ENC624J600 may generate spurious interrupts when system is restarted
Because the ENC624J600 has no hardware reset input, spurious interrupts may be generated on a warm restart if the link state changes or packets are received. This may cause a Sad Mac or a System Error during early boot.
Workaround
Shut the Mac down fully and cold-boot it, or disconnect the ethernet cable before warm-restarting and only reconnect it after the driver has loaded.
If the system has crashed, the MacsBug command sm <base-address>+7f6e 1000;rb (where <base-address> is the card base address) will reset the ENC624J600 to put it into a safe state, and then reboot the system.
While I don't think this issue can be completely resolved without a hardware revision, it could be mitigated in software by resetting the chip during a clean shutdown. It won't help for the 'hit the reset button' case, but it'll be better than nothing.
We already reset the chip in response to a Close call on the driver, but the OS does not seem to ever close the driver, even at shutdown. An alternative would be to install a Shutdown Manager procedure to do the reset, but this would be a bit ugly as there is no mechanism to pass arguments to shutdown procedures.
Commit f1a081a has a Shutdown Manager procedure that resets the ENC624J600. It won't help with a reset after a crash, but it works for the "clean restart" case.
Resolved in CPLD-based glue logic for rev1 - interrupts are disabled until the ENC624J600 has been written to 3 times to indicate that the driver is in control.
This did not work as planned - the memory test run by the driver causes enough activity to unmask interrupts🤦, and the shutdown-manager workaround does not work on System 6. Additionally, the lack of reset means that even when interrupts are masked, the ethernet chip is left in a 'running' state when booting into an environment that lacks a driver for it. This will cause it to continuously assert flow control once the receive buffer fills up, which is a bit un-neighborly.
Instead I'm working on a modified power supply arrangement that powers the ENC624J600 down on reset, and does not power it on until a positive action is taken by the driver to enable it. This will have the effect of power-on-resetting the chip at every reset, which is what we could have had all along if it had just had a reset pin.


Restate all of the records below exactly. Do not carry over any image.

****************************************

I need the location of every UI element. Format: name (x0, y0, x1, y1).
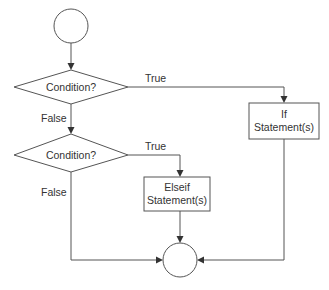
elseif-label-line2: Statement(s) (147, 194, 207, 206)
condition2-false-label: False (41, 186, 67, 198)
condition2-label: Condition? (46, 149, 96, 161)
condition1-label: Condition? (46, 81, 96, 93)
arrowhead-icon (68, 63, 75, 70)
condition1-false-label: False (41, 112, 67, 124)
arrowhead-icon (68, 127, 75, 134)
condition2-true-label: True (145, 140, 166, 152)
arrowhead-icon (197, 257, 204, 264)
edge-if-to-end (201, 139, 284, 260)
arrowhead-icon (177, 170, 184, 177)
arrowhead-icon (281, 96, 288, 103)
if-label-line1: If (281, 108, 287, 120)
elseif-label-line1: Elseif (164, 181, 190, 193)
condition1-true-label: True (145, 72, 166, 84)
arrowhead-icon (156, 257, 163, 264)
edge-condition2-true (128, 155, 180, 173)
end-node (163, 243, 197, 277)
start-node (54, 9, 88, 43)
flowchart-canvas: Condition? True If Statement(s) False Co… (0, 0, 329, 290)
arrowhead-icon (177, 236, 184, 243)
edge-condition1-true (128, 87, 284, 99)
if-label-line2: Statement(s) (254, 121, 314, 133)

****************************************

- **Worked solution**
I need the location of every UI element. Format: name (x0, y0, x1, y1).
elseif-label-line2: Statement(s) (147, 194, 207, 206)
condition2-false-label: False (41, 186, 67, 198)
condition2-label: Condition? (46, 149, 96, 161)
condition1-label: Condition? (46, 81, 96, 93)
arrowhead-icon (68, 63, 75, 70)
condition1-false-label: False (41, 112, 67, 124)
arrowhead-icon (68, 127, 75, 134)
condition2-true-label: True (145, 140, 166, 152)
arrowhead-icon (197, 257, 204, 264)
edge-if-to-end (201, 139, 284, 260)
arrowhead-icon (177, 170, 184, 177)
arrowhead-icon (281, 96, 288, 103)
if-label-line1: If (281, 108, 287, 120)
elseif-label-line1: Elseif (164, 181, 190, 193)
condition1-true-label: True (145, 72, 166, 84)
arrowhead-icon (156, 257, 163, 264)
edge-condition2-true (128, 155, 180, 173)
end-node (163, 243, 197, 277)
start-node (54, 9, 88, 43)
flowchart-canvas: Condition? True If Statement(s) False Co… (0, 0, 329, 290)
arrowhead-icon (177, 236, 184, 243)
edge-condition1-true (128, 87, 284, 99)
if-label-line2: Statement(s) (254, 121, 314, 133)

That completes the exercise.